In Joan Coutu's art history book Persuasion and Propaganda: Monuments and the Eighteenth-Century British Empire we also learn that the monument of Frances Shirley and her daughter Frances Bollan at King’s Chapel was done by Peter Scheemakers, a Flemish sculptor who worked in London. In addition to the sculpted Shirley coat of arms and bust of Frances Shirley, the monument contains fifty-one lines of Latin text that reveals a clue to where Frances might be buried. Here we learn that Frances Shirley was "deceased at Dorchester in the Massachusetts" and "entombed in the common Burying ground of this town." Does this mean that she is buried at one of the burying grounds in Dorchester? Or is she perhaps at the Central Burying Ground located in the Boston Common? We need to do a little more digging (and welcome volunteers) to figure this out!

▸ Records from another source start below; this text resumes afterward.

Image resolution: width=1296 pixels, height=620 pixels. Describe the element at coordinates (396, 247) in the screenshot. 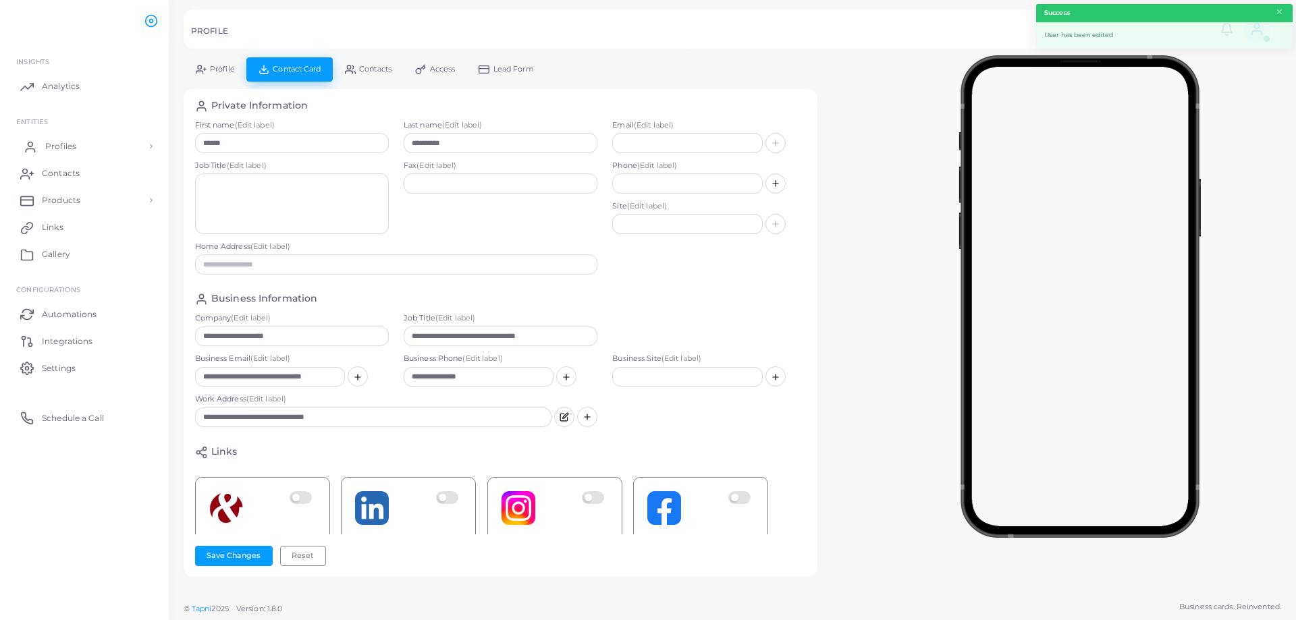

I see `label: Home Address` at that location.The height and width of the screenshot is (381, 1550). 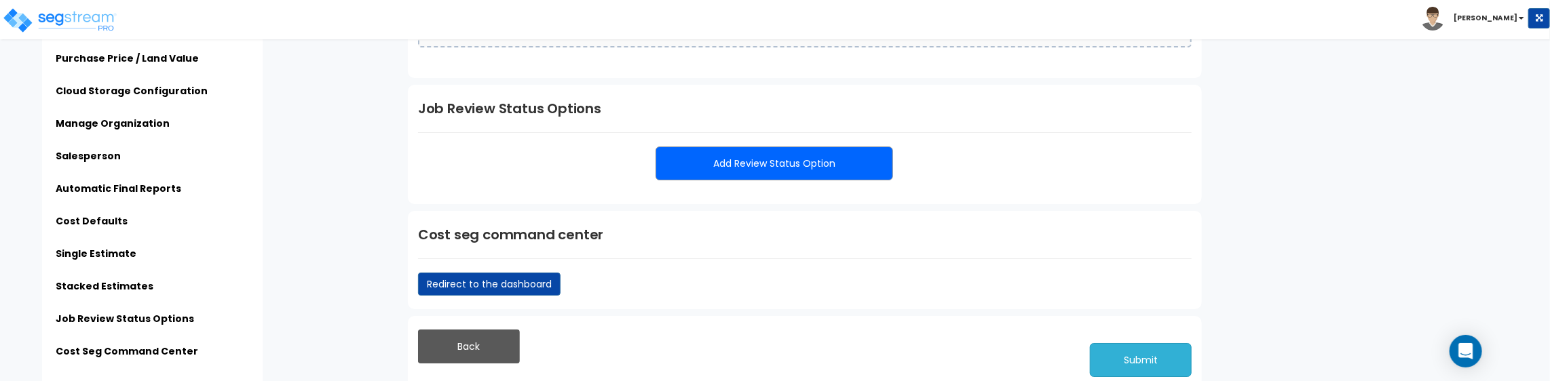 What do you see at coordinates (118, 189) in the screenshot?
I see `a: Automatic Final Reports` at bounding box center [118, 189]. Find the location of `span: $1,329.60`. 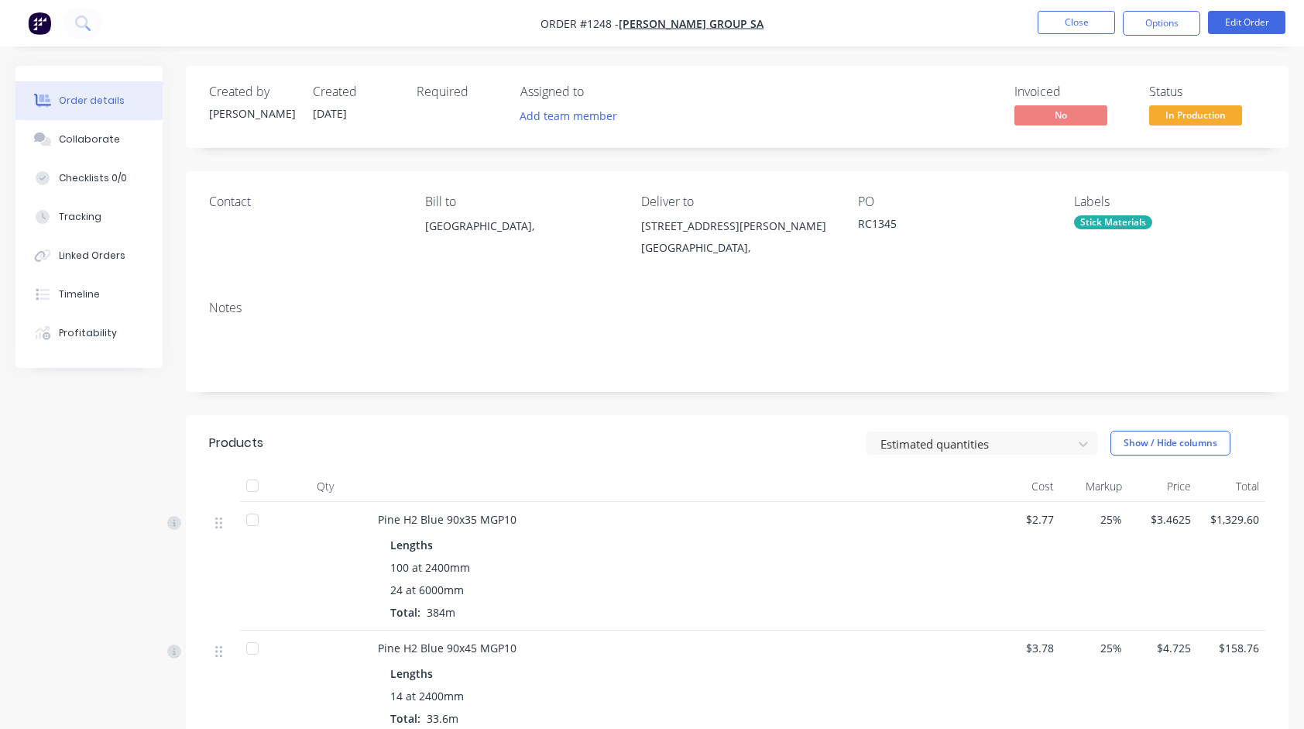

span: $1,329.60 is located at coordinates (1231, 519).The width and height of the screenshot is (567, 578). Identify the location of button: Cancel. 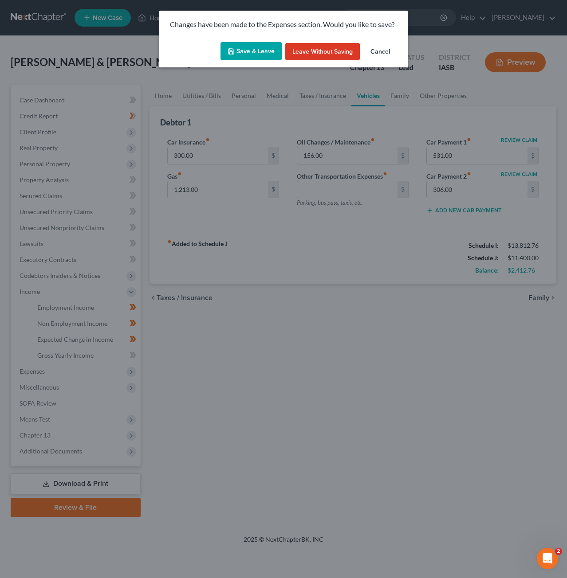
(380, 52).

Rather than elaborate tombstones, distinguished families in the 18th century often commissioned funeral monuments inside churches to memorialize loved ones. According to Joan Coutu, the purpose of these monuments inside churches goes even beyond memento mori. She argues that "the monuments erected in the colonies are about the resident colonial elite and their perception of themselves and the colonies in which they lived. For the most part, the concerns of the colonists were largely the same as those of minor gentry in the English provinces: social ambitions, social acceptance, and familial dynasties (75)." Even today, the Shirley family continues to remind parishioners and Freedom Trail visitors of their status in colonial society through their memorial.

We may only be just beginning to learn more about Lady Frances Shirley, but artifacts left behind - including the mourning ring and King’s Chapel monuments - provide the perfect starting point to better understand and relate to the many  families who lived inside the Shirley-Eustis House.